Bruno Ganz and Otto Sander are Damiel and Cassiel, two angels who watch and observe the people of Berlin. They can hear the thoughts of these people, but it is their lot to watch but not interfere. The most they can do is, with a touch, impart a bit of grace, a calm, a peace. It sometimes helps; sometimes it does not. The two are part of an apparent flight of angels in the city; one of the best sequences is Cassiel slowly walking through a library, luxuriating in the chorus of thoughts, nodding to his fellow angels, each at a person’s shoulder, observing. Wandering through the story is Homer (Curt Bois), an elderly writer, who may or may not be the original Homer, immortal and eternally pursuing and preserving the story of Man.
The thrust of the story concerns Damiel’s growing disenchantment with his angelic lot and a desire to become active, to, in short, become mortal. There are two things that drive this desire: a female trapeze artist (Solveig Dommartin) in a failing circus, whom Damiel first encounters complaining about the angel wings the Ringmaster wants her to wear; and an American actor (Peter Falk, playing Peter Falk), who can sense the angel’s presence, and tells him how good it can be on this side of existence.
The thematic touches are simple and glorious throughout; the angels’ world is black and white, only humans see in color. And perhaps the most striking scenery is provided by that Wall, which seemed so damned eternal in 1987. It is a frequent backdrop, covered in graffitti. When the angels walk through it to the Soviet side, the sight of those closely guarded walls so white and clean is shocking.
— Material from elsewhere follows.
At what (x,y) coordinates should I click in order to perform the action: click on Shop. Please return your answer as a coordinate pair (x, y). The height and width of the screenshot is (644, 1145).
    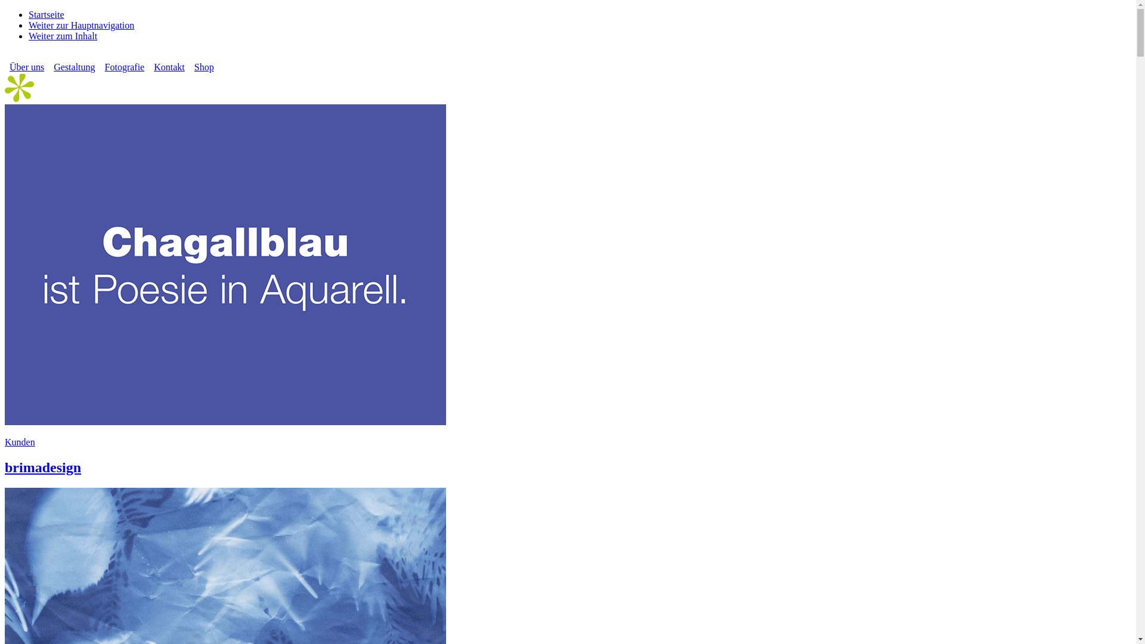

Hollywood, of course, sought to remake Wings of Desire after its success, and as usual sought to “improve” it. I’m not sure about the “improvement” part. City of Angels has much more of a three-act structure and solid through-line to it, but Wings of Desire, slipping in and out of Damiel’s quest, follow other threads, other people, manages to take an extraordinary, truly supernatural story, and make it feel more real that any number of movies built on carefully-studied Syd Field script models.
I really liked it, is what I’m saying. Am I missing anything Wim Wenders was trying to say? Does that matter? I liked the movie. I’m likely to tell other people to see the movie.
And really, that’s what this is all about.